There is a Japanese word called “Ikigai” that is often explained as path to a long, happy, meaningful life. The concept moves beyond the usual, western Baby Boomer advice to “follow your passion,” and instead challenges you to consider the needs and values of others in the world.
To apply Ikigai, you must understand both yourself AND others.
The message “Follow your passion,” is so much simpler, easier and more palatable, it’s typical fodder for pandering commencement speeches.
What this advice ignores is the needs and wants of others. Maybe because “following your passion” is one of the most self-centered things you can do, Ben Horowitz’ 2015 commencement address to the graduating engineers at Columbia University says, “Don’t follow your passion” because it’s a very “me focused idea.”
Terri Trespicio says that the pressure to “follow your passion” is a dangerous idea. She says that “passion is not a plan. It’s a feeling.”
And there are two problems with feelings:
They change. Pete Walker points out that we have lots of different feelings, all at the same time (The Tao of Fully Feeling, 1995).
Feelings can block us from choosing our wantings. There have been many times in my life when I knew I wanted something, but I was either too afraid to ask for it, or too comfortable with what I already had.
The problem with passion, is that derives from feelings. It feels good to think “I’m going to follow my passion, so I can do the things I love!”
But the world does not provide for what you love. The world doesn’t care.
Instead of the self-centered, feel-good trap of following your passion, include in your choices consideration for the needs and goals of others. This requires you to empathize — i.e., to seek to understand the world from another’s point of view so that you can experience their drives, understand their frustrations, and provide something valuable to them.
Once you get away from the idea that we all should just be following your own feeling, it allows you to place some of your attention on others, and enlist them as allies in getting a closer approximation of the life you want.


__Your assignment__. Leave out the pictures and return every entry exactly as it appears.

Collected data
Segment Open
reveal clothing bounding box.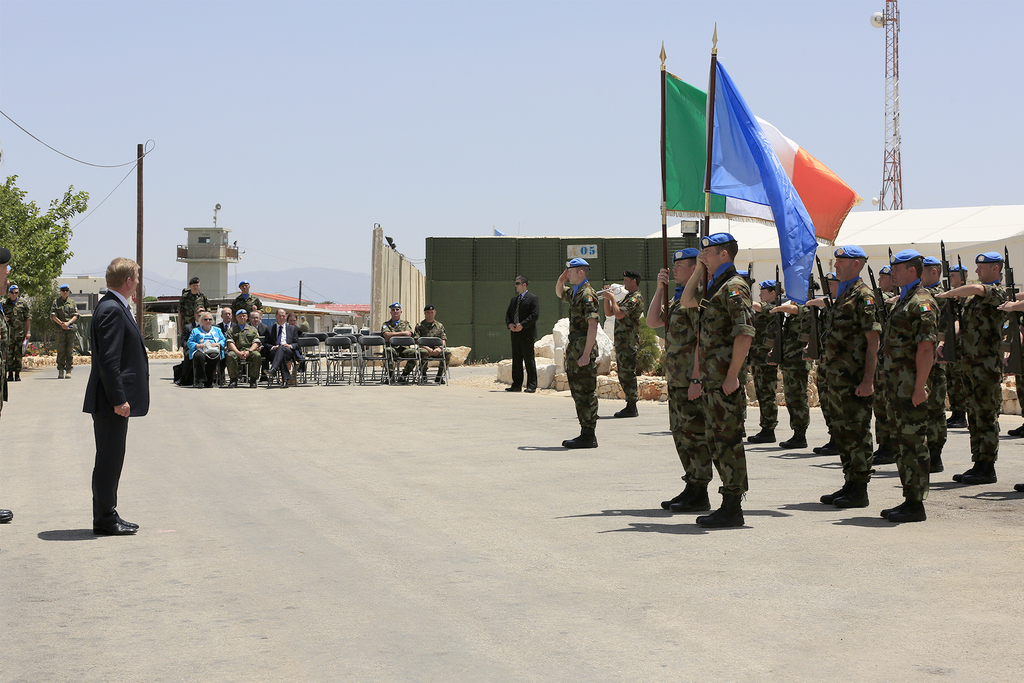
Revealed: box(255, 320, 295, 379).
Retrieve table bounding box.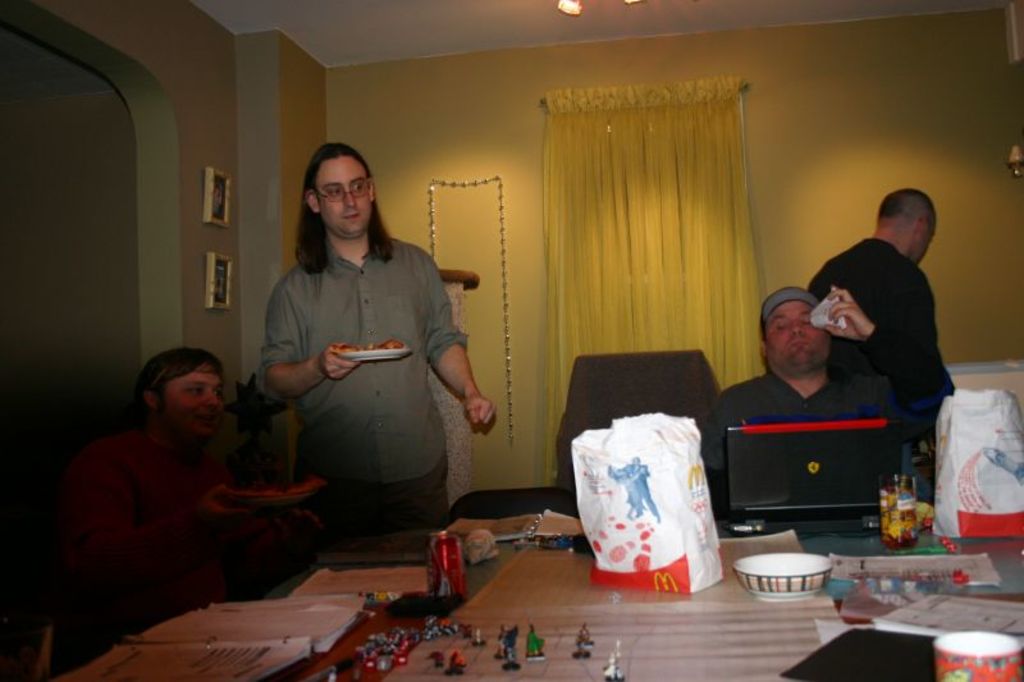
Bounding box: <bbox>45, 518, 1023, 681</bbox>.
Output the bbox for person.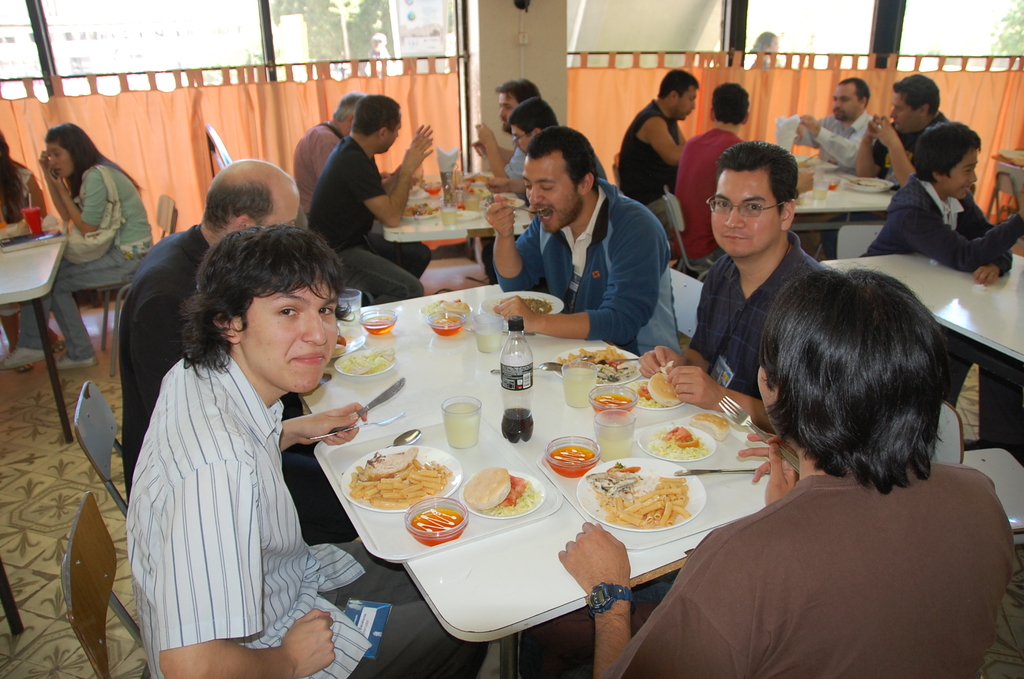
BBox(116, 152, 360, 557).
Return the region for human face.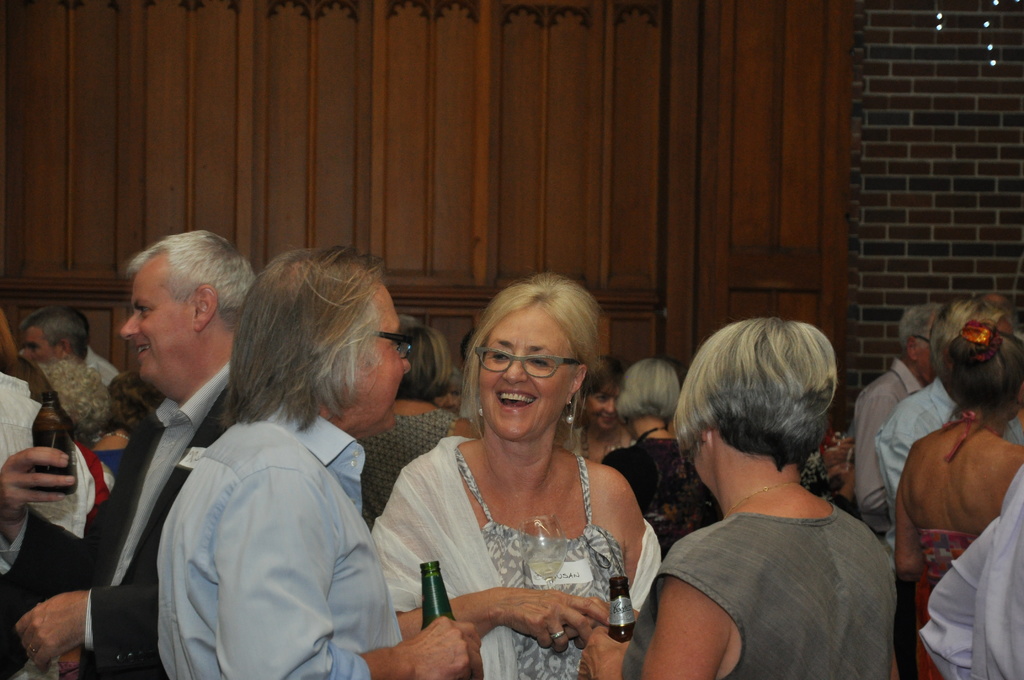
locate(482, 311, 570, 444).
Segment Closed
__Problem solution__.
reveal clothing bounding box.
Revealed: box(255, 320, 295, 379).
Retrieve table bounding box.
Bounding box: <bbox>45, 518, 1023, 681</bbox>.
Output the bbox for person.
BBox(116, 152, 360, 557).
Return the region for human face.
locate(482, 311, 570, 444).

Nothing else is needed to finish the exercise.